IMPRESSIONS

 
Left: Claude Monet, The Gare Saint-Lazare (or Interior View of the Gare Saint-Lazare, the Auteuil Line), 1877, oil on canvas, 75 x 104 cm (Musée d’Orsay)  Right: Diller Scofidio and Renfro, Blur Building. Photography by Beat Widmer and Dirk Hebel.

Left: Claude Monet, The Gare Saint-Lazare (or Interior View of the Gare Saint-Lazare, the Auteuil Line), 1877, oil on canvas, 75 x 104 cm (Musée d’Orsay)
Right: Diller Scofidio and Renfro, Blur Building. Photography by Beat Widmer and Dirk Hebel.

When travelling I can't help but hold in one hand the place before me, and in the other, the image of something else I have seen somewhere else. I think of it as an act of pairing, this habit I make of attaching the unknown to a known. I think I established this habit, subconsciously, as a way to both generate meaning, and to locate myself.

In June of 2018, alone in London, I went a Monet exhibition at the National Gallery. The exhibition was entitled Monet and Architecture and so, these being two of the most personally-defining words in my life, I could not not go.

But, being present there, in London, with a selection of Monet paintings, beneath the ground in the National Gallery, hours passed and I was still trying to grasp it. I was alone and I was felt I was no-where.

The exhibition was supposed to be about architecture, but it was more about the dissolution or impression of architecture. So much so that there was almost no way of pairing the atmosphere and affect of it all. For a long time I struggled for reference points. There was no daylight in the gallery and I lost my feel for the hour.

Then, as other visitors moved around me, I stood still. I realised I was holding in one hand Monet, the train station, thick steam and early morning light, and in the other; Diller, Scofidio & Renfro, the still water of the Swiss lake, and just above it, the no-longer existing Blur building.

This is a pairing which is also an effect. This is how we make sense of things. We bring together the nearly understood, the blurs of human expression, and find through these connections a transcendent kind of clarity. Through these fragile impressions, we can connect worlds.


ASSIGNMENT » The answer is a number and only a number: how many lines of the data include the string "positions"?

SUPPLIED RECORDS »
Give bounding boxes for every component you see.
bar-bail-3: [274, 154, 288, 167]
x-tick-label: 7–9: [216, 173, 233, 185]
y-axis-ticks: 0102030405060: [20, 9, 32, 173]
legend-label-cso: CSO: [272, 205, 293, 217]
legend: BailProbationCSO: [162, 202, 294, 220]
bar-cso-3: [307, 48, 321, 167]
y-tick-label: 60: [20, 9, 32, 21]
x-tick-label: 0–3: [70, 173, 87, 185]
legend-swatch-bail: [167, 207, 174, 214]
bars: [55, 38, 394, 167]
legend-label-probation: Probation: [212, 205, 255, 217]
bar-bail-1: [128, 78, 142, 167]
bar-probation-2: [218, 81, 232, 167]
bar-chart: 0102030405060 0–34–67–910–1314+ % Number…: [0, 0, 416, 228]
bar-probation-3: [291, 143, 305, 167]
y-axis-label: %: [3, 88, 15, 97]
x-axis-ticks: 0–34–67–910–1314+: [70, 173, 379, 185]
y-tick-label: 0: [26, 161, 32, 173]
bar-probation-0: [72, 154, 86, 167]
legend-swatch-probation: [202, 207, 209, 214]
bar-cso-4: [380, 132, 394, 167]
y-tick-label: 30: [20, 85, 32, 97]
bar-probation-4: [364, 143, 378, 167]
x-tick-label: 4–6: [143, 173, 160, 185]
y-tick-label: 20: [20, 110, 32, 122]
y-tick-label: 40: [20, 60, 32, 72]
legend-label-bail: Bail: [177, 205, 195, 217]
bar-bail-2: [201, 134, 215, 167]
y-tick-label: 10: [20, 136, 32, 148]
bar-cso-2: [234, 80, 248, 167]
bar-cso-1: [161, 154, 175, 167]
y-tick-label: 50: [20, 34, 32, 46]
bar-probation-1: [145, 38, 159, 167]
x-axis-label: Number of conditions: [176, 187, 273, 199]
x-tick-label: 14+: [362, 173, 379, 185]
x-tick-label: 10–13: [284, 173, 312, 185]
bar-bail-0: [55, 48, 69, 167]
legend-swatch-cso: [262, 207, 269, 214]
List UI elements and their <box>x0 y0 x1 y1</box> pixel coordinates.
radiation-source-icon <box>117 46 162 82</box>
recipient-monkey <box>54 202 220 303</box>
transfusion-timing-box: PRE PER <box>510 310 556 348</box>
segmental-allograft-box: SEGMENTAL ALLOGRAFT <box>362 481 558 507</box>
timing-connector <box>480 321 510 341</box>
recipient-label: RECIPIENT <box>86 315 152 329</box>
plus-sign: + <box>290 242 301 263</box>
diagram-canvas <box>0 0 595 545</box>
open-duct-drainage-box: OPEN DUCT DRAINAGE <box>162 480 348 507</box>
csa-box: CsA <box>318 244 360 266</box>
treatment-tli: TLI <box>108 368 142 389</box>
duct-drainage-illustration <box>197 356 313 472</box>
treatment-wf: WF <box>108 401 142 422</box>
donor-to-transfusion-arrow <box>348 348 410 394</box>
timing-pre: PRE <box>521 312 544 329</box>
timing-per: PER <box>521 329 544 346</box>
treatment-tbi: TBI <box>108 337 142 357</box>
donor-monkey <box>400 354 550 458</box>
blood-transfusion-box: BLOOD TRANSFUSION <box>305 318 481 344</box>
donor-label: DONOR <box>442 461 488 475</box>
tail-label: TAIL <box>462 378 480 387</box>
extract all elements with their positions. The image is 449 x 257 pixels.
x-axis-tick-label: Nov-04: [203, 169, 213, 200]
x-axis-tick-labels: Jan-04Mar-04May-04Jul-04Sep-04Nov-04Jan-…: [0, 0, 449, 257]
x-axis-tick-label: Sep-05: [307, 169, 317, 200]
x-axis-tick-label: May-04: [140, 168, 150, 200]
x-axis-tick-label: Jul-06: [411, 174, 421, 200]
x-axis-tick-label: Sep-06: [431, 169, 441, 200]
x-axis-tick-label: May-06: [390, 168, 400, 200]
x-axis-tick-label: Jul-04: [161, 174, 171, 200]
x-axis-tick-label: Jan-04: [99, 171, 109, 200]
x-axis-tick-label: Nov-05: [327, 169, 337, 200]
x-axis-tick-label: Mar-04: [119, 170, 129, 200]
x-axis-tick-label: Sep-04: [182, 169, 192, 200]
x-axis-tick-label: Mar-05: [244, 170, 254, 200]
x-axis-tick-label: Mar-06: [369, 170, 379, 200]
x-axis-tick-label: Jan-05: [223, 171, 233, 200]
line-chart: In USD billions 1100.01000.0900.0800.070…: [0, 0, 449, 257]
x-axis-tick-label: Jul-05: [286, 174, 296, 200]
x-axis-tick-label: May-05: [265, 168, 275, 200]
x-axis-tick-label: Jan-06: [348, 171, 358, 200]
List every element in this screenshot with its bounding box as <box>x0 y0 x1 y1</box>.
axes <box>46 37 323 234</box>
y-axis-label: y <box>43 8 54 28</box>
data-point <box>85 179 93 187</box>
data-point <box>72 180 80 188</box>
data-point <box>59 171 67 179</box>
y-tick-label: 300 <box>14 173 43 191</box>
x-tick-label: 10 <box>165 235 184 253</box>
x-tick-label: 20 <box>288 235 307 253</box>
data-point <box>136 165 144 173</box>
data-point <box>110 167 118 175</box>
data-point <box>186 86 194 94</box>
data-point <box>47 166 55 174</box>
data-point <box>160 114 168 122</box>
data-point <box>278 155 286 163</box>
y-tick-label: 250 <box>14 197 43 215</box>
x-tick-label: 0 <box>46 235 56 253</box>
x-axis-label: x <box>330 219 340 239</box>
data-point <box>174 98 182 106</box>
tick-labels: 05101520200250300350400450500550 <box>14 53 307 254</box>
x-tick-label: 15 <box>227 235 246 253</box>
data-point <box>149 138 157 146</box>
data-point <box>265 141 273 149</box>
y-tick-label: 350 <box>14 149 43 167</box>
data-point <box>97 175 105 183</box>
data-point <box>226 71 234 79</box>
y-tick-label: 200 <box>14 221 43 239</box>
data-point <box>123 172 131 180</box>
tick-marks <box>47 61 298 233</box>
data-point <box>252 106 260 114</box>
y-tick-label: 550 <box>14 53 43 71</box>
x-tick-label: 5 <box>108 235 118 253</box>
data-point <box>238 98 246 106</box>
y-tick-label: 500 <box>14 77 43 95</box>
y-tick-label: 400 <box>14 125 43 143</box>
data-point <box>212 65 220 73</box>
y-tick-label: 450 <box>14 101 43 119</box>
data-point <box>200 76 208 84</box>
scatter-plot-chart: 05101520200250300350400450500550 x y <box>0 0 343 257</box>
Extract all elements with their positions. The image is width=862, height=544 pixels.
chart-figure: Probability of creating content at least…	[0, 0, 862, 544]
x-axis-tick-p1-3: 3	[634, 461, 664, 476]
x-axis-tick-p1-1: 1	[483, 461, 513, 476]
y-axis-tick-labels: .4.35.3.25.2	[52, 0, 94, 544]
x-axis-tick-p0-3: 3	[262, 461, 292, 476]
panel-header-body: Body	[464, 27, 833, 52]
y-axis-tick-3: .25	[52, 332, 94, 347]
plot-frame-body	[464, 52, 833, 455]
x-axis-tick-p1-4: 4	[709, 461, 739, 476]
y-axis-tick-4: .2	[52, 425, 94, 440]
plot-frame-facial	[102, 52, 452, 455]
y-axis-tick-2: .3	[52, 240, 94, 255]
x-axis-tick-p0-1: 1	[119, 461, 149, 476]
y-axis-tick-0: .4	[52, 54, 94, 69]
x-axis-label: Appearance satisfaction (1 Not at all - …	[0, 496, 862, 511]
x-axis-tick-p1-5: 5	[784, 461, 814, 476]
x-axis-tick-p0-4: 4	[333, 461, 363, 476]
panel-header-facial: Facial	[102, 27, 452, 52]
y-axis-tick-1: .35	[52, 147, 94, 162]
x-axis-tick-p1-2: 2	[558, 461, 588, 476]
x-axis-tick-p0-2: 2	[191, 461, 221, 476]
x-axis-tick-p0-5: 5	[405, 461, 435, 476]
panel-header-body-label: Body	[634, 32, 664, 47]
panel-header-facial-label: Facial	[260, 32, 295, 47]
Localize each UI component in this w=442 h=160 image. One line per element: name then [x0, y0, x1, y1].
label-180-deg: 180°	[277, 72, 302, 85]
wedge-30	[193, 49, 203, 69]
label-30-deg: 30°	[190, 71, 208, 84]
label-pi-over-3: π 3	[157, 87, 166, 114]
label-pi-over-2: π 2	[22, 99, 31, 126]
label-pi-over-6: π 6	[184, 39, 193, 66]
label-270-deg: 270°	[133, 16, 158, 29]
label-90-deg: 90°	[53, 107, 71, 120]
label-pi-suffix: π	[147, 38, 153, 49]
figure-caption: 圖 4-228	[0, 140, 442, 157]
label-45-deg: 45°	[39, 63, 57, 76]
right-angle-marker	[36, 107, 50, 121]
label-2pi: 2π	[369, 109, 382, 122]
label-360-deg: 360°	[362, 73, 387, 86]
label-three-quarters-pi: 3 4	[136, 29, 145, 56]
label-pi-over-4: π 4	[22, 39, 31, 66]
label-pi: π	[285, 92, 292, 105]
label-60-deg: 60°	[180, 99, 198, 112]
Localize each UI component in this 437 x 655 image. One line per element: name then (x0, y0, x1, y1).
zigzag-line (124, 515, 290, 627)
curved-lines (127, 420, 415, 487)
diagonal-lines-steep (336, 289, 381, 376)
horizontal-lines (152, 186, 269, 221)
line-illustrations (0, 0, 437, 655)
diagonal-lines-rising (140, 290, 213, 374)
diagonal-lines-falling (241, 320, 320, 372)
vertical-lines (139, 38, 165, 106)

REPLY » 2